The future of compliance in care/Chapter 01 of 04
01 — Introduction
Introduction
Why compliance must change
The cost of repeated paperwork in regulated sectors is no longer just administrative. It is operational, financial, and human.
Dr. Olawale Amodu·Founder & CEO, Netvett
Dr. Olawale Amodu
Founder & CEO, Netvett
A compliance system under quiet stress
cross health and social care, security, nursing, and education, the people who do regulated work are spending more of their time proving they are allowed to do it. DBS checks, right-to-work evidence, qualification verification, reference chains, and registration look-ups are repeated at every employer, every assignment, and frequently every shift.
The result is a system under quiet stress. Rotas slip because documents have not been re-verified. Skilled professionals leave the sector because the experience of joining a new employer feels indistinguishable from starting from scratch. Compliance teams spend their days re-typing data they already hold.
None of this is anyone's fault. The standards are correct. The intent is correct. What is missing is the infrastructure layer — the shared, portable, audit-traceable rails that let verified evidence travel with the worker.
Three forces converging
Three forces are reshaping the field at the same time. First, AI-assisted document verification has matured to the point where the easy cases — clean DBS certificates, valid passports, in-date NMC entries — can be checked in seconds with high confidence.
Second, regulators are moving from "show us the file" to "show us the evidence trail" — meaning the audit story matters as much as the documents themselves.
Third, the workforce is becoming more portable. Care workers move between providers more frequently. Locum nurses work across multiple trusts. Security officers cover events for many clients. The old assumption that "an employee belongs to an employer" no longer matches how regulated work actually happens.
What this report covers
The chapters that follow look at compliance from three angles: the documents (where AI helps and where it cannot), the people (the human cost of bad compliance experiences), and the practice (operating principles for teams that take this seriously).
The framing is shaped by what we see day-to-day at Netvett. It is intentionally opinionated. Reasonable practitioners will disagree with some of it, and we welcome the debate.
Executive summary
Compliance is increasingly the bottleneck — not the safety net — for regulated workforces.
AI can verify some documents reliably, but it cannot replace human judgement for ambiguous evidence, safeguarding signals, or contextual decisions.
Portable, audit-traceable verification will become the new baseline. Organisations that still re-run the same checks will lose talent to those that do not.
Compliance is a workforce experience, not a back-office task. Treating professionals as adults with professional records they own will unlock retention and trust.

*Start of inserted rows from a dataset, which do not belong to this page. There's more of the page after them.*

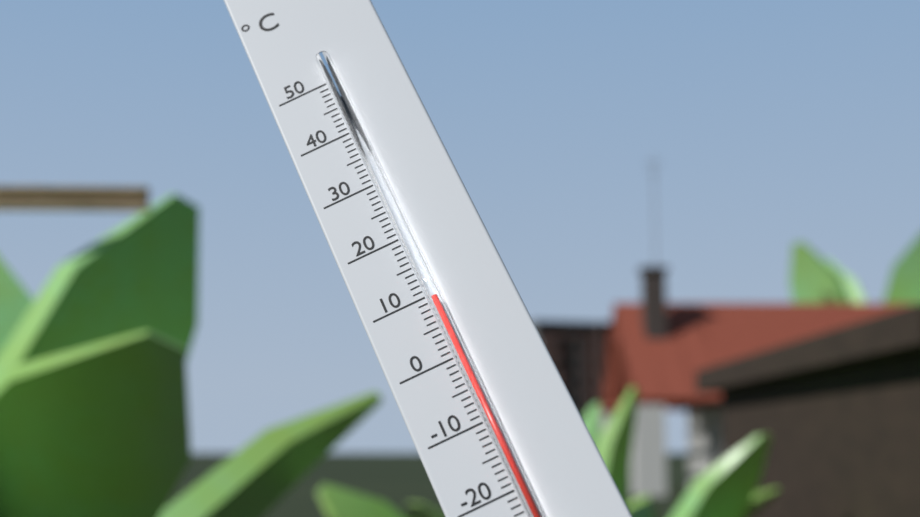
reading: 9 °C
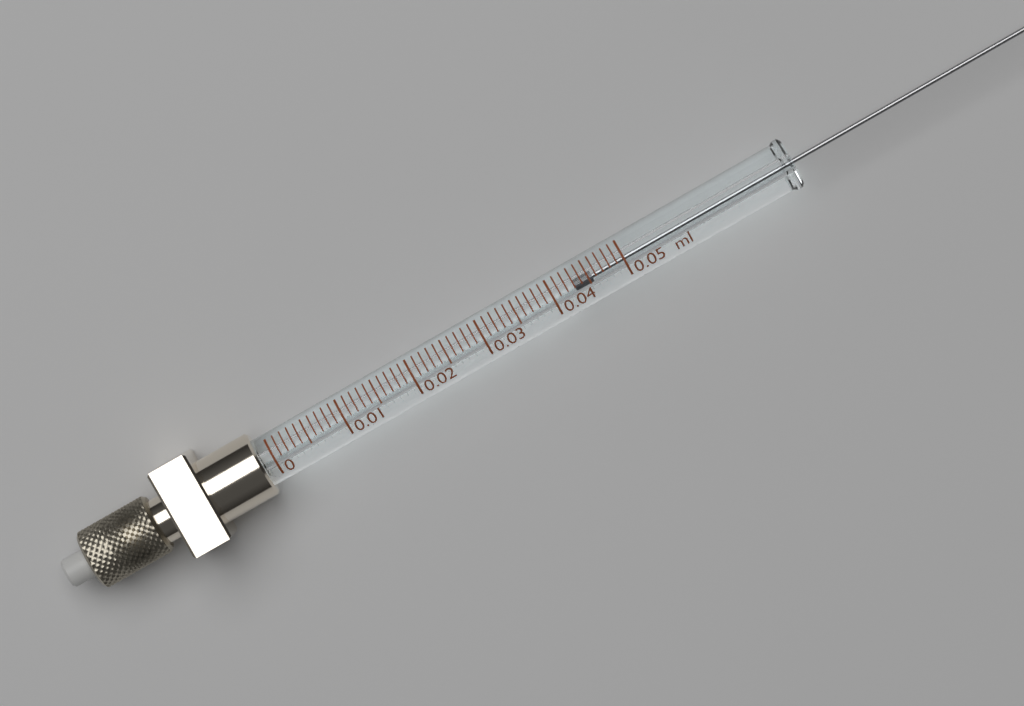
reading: 0.043 ml
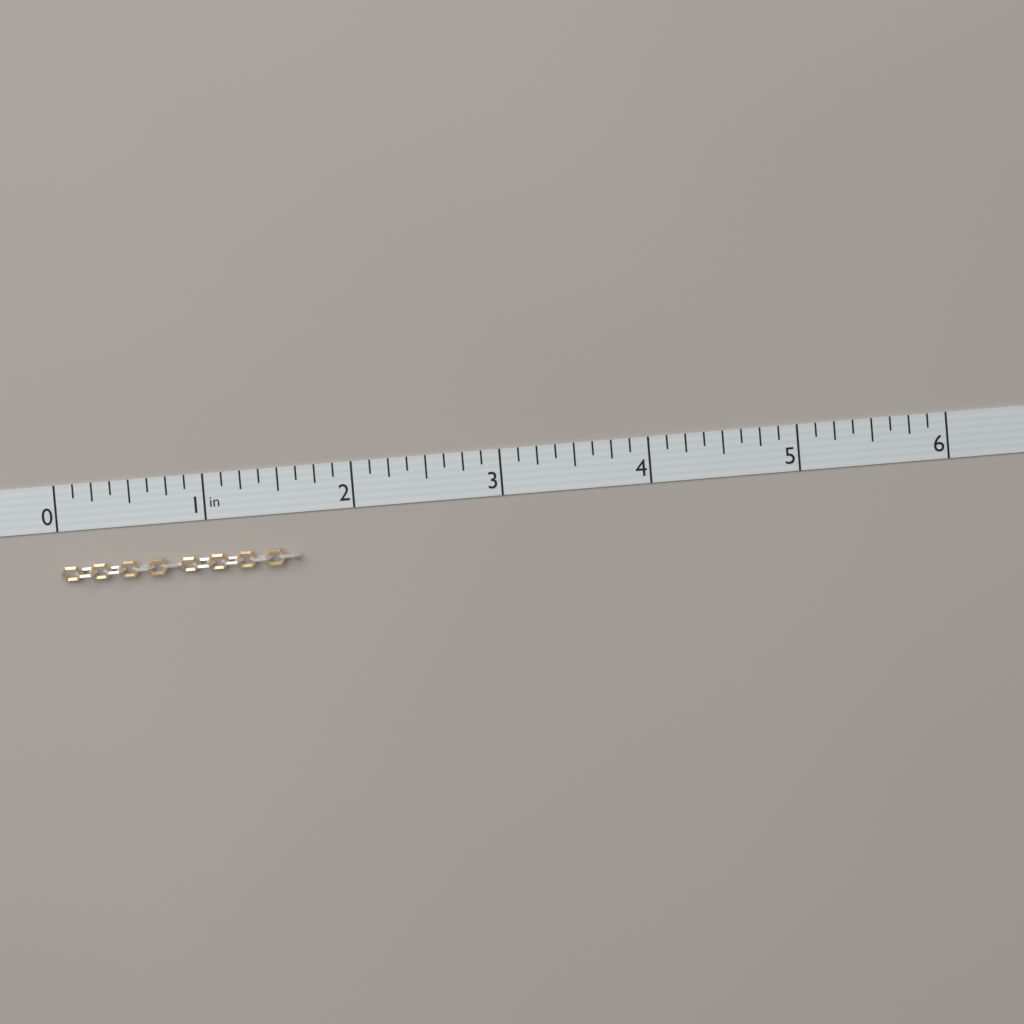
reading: 1.625 in
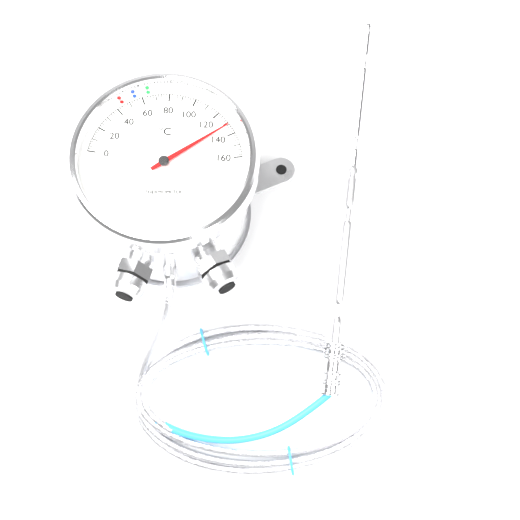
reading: 132 °C
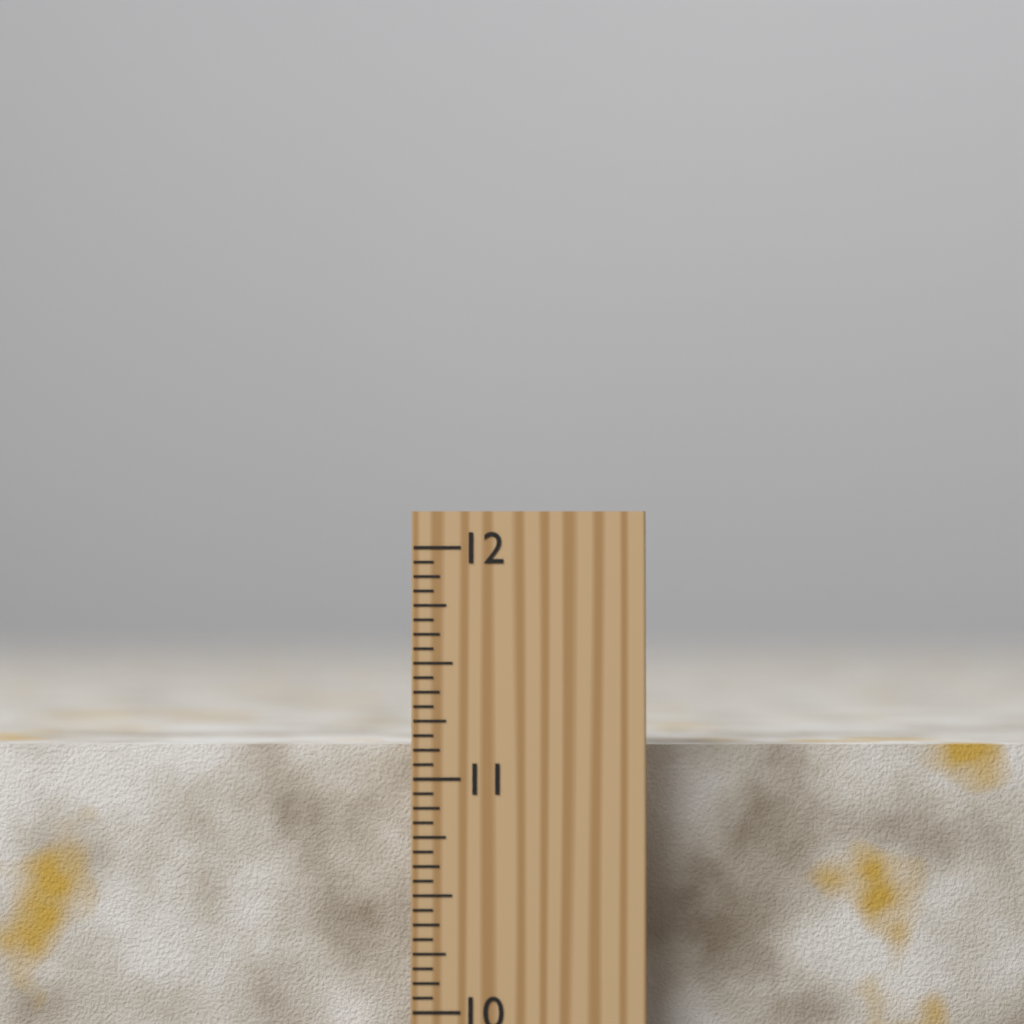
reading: 11.1250 inch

The strongest compliance operations in 2030 will look more like clinical handovers than file rooms — short, structured, evidence-based, and rehearsed.
Average sector friction
11.5 days
Median time from application to first shift in adult social care, 2025 Skills for Care data.
Repeat verifications
4–7×
How many times a single working professional re-submits the same DBS in a typical year across multiple agencies.
Hidden cost
£1.4k
Estimated cost per worker per year of duplicated onboarding compliance, based on Netvett pilot data.